Agility with Microservices Programming 2024
Scope
The AMP workshop aims at collecting experiences on microservices adoption, reporting best practices, but also specially failure cases, so as to build community knowledge based on previous errors and successes. The workshop is open to experience reports from practitioners and academia. The fifth edition of AMP aims to continue the success of its previous editions from 2020 to 2023.
We seek to collect original work on the science and engineering of programming microservices, including but not limited to evolutionary and agile architectures, methods and tools, patterns, operational practices and DevOps, agile teams, programming languages and techniques for microservices, software quality aspects, metrics and software analytics, verification, test-driven approaches and testing, architectural refactoring, empirical studies and experience reports on microservices adoption and teaching.
Links to previous editions of the AMP Workshop:
AMP2023 (co-located with ECSA 2023)
AMP2022 (co-located with XP 2022)
AMP2021
AMP2020
Theme and Topics
Agile architecture does not necessarily emerge from the use of agile development practices, it needs to be deliberately sought after. This often means creating systems as sets of small, independent components that collaborate to provide the desired functionality. Such components are usually loosely-coupled and expose well-defined APIs that are accessible over standard communication protocols and data formats—they can be individually developed and tested, they can be easily replaced by alternative implementations if needed, and they provide great flexibility when deploying and scaling the system.
This style of architecture is often described as microservices. Essentially, microservices decompose a system into an architecture of standalone modules that (i) are simpler to maintain and evolve; (ii) scale efficiently; and (iii) can be reused as building blocks for other architectures. Transitioning to a microservice architecture is crucial for companies in highly-competing markets, where agility and flexibility of software systems become a critical asset to establish leadership.
While microservices are a solution for scalability, maintainability, and evolvability, they come at a cost: an increased complexity that calls for an improvement of the current techniques for software construction and advanced engineering practices.
The AMP workshop aims at collecting experiences on microservice adoption, reporting best practices, but also specially failure cases, so as to build community knowledge based on previous errors and successes. The workshop is open to experience reports from practitioners and academia. The fourth edition of AMP aims to continue the success of its previous editions in collecting original work on the science and engineering of programming microservices.
We seek to collect original work on the science and engineering of programming microservices which including but not limited to evolutive and agile architectures, methods and tools, patterns, operations practices and DevOps, agile teams, programming languages and techniques for microservices, software quality aspects, metrics and software analytics, verification, test-driven approaches and testing, architectural refactoring, empirical studies and experience reports on microservice adoption and teaching. The topics include (but are not limited to):
- Using microservices to enable an evolutive and agile architecture.
- Software engineering methods and tools for microservices.
- Patterns for microservices design and development.
- Operations practices for microservices and DevOps support.
- Impact of microservices’ usage on agile teams and processes.
- Programming languages and techniques for microservices.
- Combining microservices with other architectural styles.
- Achieving software qualities, e.g., security, maintainability, and deployability.
- Metrics and software analytics in microservices architectures.
- Verification of microservice architectures.
- Test-driven approaches and testing in microservices development.
- Refactoring in the context of microservices architectures.
- Empirical studies on microservices.
- Experience reports on microservice adoption and teaching.
Contributions and Evaluation
AMP2024 seeks original contributions of the following types (maximum length):
- Full papers: research papers, industry experiences, or case studies (12 pages in LNCS format, incl. references, single-blinded).
- Short papers: research papers, industry experiences, or case studies (8 pages in LNCS format, incl. references, single-blinded).
- Extended Abstracts: tool presentations, position papers (2 pages, not part of the proceedings).
Papers should be formatted in Springer’s LNCS format and submitted through EasyChair.
In accordance with ICSOC 2024 publication guideline for workshops, accepted papers will be published in the post-proceedings.
How to submit
Contributions should be formatted in Springer LNCS format and submitted through EasyChair (link below) as a PDF file interpretable by common PDF tools and printable in black and white on A4 paper.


EXERCISE DETAILS: Check which lines of the entries that follow hold "dollars", then give the number of those lines and nothing more.

PROVIDED DATA:
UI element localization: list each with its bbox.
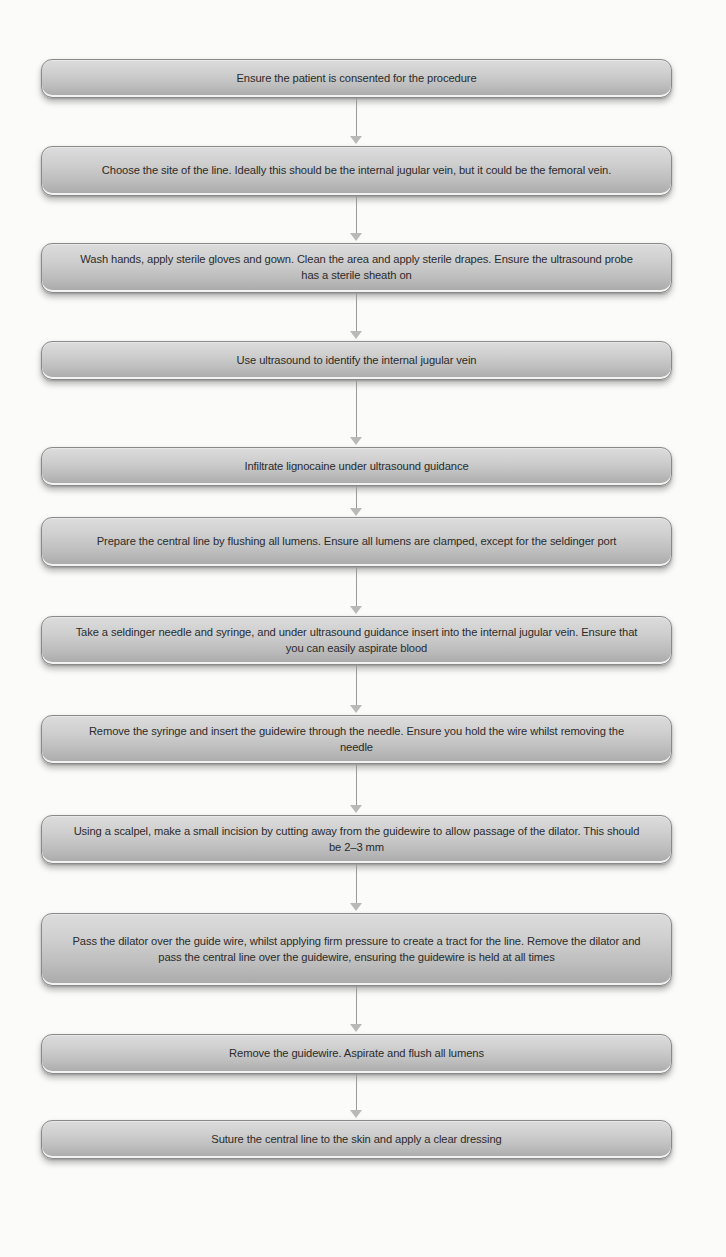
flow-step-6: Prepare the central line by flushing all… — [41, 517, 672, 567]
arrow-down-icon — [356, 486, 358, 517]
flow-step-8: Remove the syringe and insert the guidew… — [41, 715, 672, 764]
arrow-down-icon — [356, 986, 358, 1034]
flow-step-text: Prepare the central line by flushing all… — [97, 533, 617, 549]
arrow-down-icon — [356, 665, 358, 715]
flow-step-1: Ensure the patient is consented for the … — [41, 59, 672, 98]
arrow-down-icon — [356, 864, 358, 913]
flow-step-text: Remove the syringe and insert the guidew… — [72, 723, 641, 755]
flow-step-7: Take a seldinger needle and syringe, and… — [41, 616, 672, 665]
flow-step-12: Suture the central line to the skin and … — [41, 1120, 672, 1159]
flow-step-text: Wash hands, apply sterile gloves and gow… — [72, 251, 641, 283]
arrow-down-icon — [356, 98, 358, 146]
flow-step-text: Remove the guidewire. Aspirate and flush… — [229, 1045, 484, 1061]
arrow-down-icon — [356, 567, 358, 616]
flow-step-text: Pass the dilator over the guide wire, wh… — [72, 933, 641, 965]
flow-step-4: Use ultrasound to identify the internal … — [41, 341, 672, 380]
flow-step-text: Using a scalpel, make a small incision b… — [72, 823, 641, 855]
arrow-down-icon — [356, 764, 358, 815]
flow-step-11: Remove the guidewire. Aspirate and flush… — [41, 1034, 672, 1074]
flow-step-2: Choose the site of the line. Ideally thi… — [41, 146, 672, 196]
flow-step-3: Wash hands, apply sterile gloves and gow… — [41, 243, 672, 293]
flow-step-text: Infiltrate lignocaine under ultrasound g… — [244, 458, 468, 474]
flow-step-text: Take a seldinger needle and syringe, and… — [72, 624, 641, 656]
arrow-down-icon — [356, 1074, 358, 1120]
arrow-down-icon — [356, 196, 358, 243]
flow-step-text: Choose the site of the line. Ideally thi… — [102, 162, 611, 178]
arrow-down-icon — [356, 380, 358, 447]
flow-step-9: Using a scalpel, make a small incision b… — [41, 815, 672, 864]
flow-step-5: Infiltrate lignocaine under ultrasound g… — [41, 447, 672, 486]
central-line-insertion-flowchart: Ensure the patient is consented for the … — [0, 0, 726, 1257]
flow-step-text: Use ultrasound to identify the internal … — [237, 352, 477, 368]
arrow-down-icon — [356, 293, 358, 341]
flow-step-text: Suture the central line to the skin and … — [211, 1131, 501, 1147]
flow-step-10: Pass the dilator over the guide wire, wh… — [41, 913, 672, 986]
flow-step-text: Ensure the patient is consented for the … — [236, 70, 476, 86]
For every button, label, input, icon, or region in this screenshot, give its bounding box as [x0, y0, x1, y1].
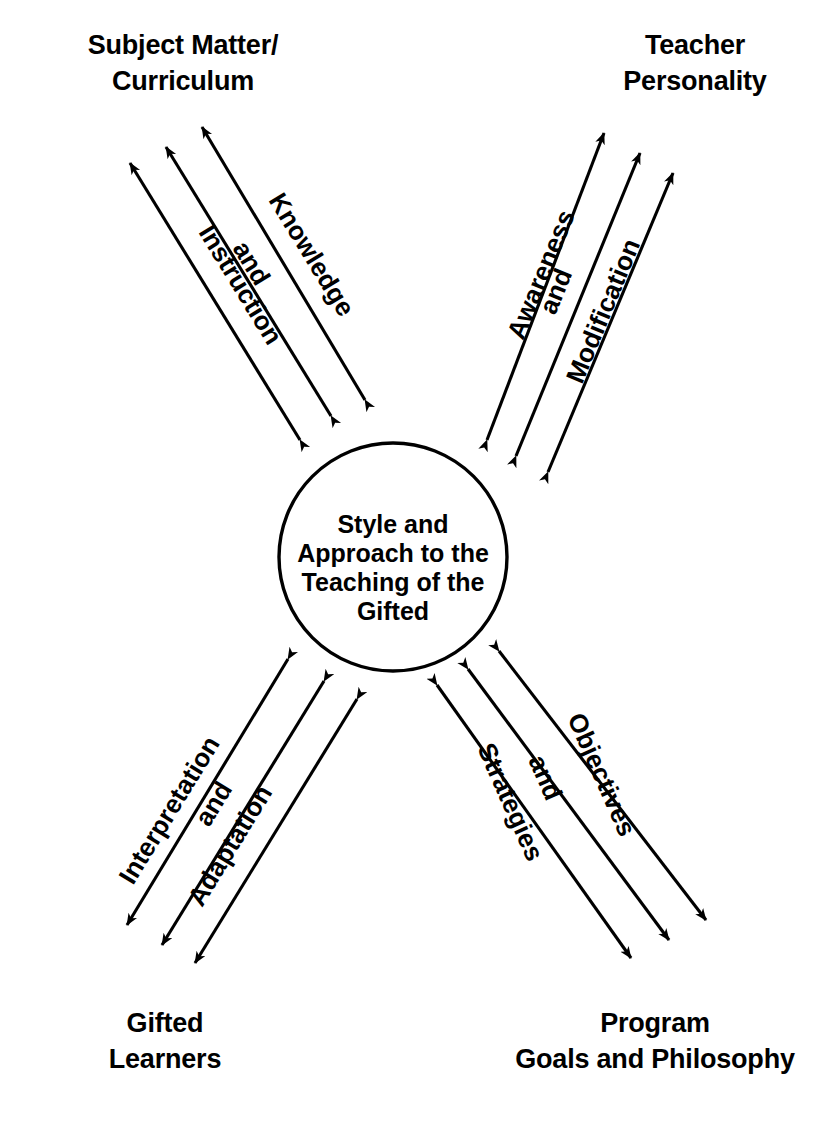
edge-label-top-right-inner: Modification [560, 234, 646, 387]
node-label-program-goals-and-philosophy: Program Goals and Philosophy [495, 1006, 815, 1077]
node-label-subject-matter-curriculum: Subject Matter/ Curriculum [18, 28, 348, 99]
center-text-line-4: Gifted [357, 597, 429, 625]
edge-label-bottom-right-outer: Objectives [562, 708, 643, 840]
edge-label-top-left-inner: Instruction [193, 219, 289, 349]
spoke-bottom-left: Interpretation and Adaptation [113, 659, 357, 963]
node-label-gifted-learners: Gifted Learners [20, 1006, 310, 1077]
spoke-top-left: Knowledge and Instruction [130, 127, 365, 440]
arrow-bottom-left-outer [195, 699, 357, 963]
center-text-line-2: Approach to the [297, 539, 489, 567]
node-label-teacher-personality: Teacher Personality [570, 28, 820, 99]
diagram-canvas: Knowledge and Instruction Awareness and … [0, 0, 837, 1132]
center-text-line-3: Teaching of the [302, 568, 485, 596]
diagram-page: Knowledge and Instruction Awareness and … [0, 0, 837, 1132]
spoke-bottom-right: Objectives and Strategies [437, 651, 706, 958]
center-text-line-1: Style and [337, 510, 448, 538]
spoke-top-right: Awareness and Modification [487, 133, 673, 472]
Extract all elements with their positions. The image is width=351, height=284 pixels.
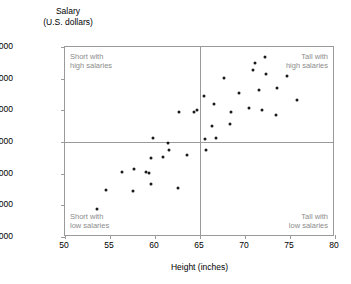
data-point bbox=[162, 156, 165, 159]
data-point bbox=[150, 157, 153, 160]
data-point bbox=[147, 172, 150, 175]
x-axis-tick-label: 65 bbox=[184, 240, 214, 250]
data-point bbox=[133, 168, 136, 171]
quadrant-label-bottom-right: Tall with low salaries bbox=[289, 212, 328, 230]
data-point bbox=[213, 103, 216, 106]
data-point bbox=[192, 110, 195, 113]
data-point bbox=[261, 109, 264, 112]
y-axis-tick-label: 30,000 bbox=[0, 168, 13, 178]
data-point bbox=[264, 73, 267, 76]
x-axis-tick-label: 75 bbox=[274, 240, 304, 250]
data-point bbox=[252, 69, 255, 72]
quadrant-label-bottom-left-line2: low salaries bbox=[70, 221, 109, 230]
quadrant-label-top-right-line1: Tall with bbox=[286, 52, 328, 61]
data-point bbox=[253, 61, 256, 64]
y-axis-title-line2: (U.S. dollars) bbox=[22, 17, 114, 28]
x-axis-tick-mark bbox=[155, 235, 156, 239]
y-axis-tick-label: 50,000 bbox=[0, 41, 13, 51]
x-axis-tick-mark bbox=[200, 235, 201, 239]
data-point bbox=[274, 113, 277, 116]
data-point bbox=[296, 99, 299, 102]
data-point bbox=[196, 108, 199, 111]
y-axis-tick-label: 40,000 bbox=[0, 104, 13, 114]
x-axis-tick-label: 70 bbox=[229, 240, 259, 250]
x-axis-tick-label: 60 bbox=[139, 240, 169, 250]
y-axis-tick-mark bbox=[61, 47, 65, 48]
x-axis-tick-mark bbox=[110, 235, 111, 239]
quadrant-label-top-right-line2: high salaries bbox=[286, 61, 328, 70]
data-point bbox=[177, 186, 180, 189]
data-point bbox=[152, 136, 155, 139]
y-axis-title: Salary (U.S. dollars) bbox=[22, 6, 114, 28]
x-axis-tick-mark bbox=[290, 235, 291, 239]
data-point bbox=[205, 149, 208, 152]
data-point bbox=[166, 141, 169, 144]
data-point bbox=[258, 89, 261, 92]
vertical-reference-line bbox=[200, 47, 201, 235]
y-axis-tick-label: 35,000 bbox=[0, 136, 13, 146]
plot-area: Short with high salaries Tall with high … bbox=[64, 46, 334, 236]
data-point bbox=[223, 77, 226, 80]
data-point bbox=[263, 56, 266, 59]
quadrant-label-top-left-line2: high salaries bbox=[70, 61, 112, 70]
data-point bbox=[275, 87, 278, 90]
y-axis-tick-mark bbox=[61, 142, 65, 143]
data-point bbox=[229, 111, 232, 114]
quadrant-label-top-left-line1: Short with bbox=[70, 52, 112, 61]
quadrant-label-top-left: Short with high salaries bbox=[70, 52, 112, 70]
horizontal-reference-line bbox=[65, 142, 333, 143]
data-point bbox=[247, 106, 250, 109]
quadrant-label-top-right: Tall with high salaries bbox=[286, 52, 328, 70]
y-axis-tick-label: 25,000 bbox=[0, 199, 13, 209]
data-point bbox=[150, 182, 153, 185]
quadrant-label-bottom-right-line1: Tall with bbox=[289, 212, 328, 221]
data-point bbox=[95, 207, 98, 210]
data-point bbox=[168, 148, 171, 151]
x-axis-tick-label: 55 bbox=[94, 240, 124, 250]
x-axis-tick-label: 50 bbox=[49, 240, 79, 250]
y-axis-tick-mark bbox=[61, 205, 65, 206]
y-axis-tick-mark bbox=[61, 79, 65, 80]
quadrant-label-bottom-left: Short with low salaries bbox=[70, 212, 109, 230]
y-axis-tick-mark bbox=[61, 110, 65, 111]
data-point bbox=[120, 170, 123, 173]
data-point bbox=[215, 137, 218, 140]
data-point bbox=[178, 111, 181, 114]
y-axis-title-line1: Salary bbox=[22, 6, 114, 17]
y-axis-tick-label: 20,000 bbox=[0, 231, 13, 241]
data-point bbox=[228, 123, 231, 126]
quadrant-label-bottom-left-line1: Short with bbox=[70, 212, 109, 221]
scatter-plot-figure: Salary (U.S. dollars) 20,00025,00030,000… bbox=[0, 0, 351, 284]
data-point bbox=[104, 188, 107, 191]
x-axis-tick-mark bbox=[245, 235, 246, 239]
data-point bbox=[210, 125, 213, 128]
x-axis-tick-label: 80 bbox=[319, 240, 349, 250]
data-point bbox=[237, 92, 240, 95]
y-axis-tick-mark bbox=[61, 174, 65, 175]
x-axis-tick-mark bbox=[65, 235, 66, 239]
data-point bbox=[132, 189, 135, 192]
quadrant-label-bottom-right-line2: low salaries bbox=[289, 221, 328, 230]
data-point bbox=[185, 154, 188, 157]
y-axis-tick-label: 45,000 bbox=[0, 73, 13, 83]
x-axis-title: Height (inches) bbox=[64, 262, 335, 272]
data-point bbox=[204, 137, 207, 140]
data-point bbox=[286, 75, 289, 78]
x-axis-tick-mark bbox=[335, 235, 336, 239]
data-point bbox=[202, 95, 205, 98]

TASK RESULT: 3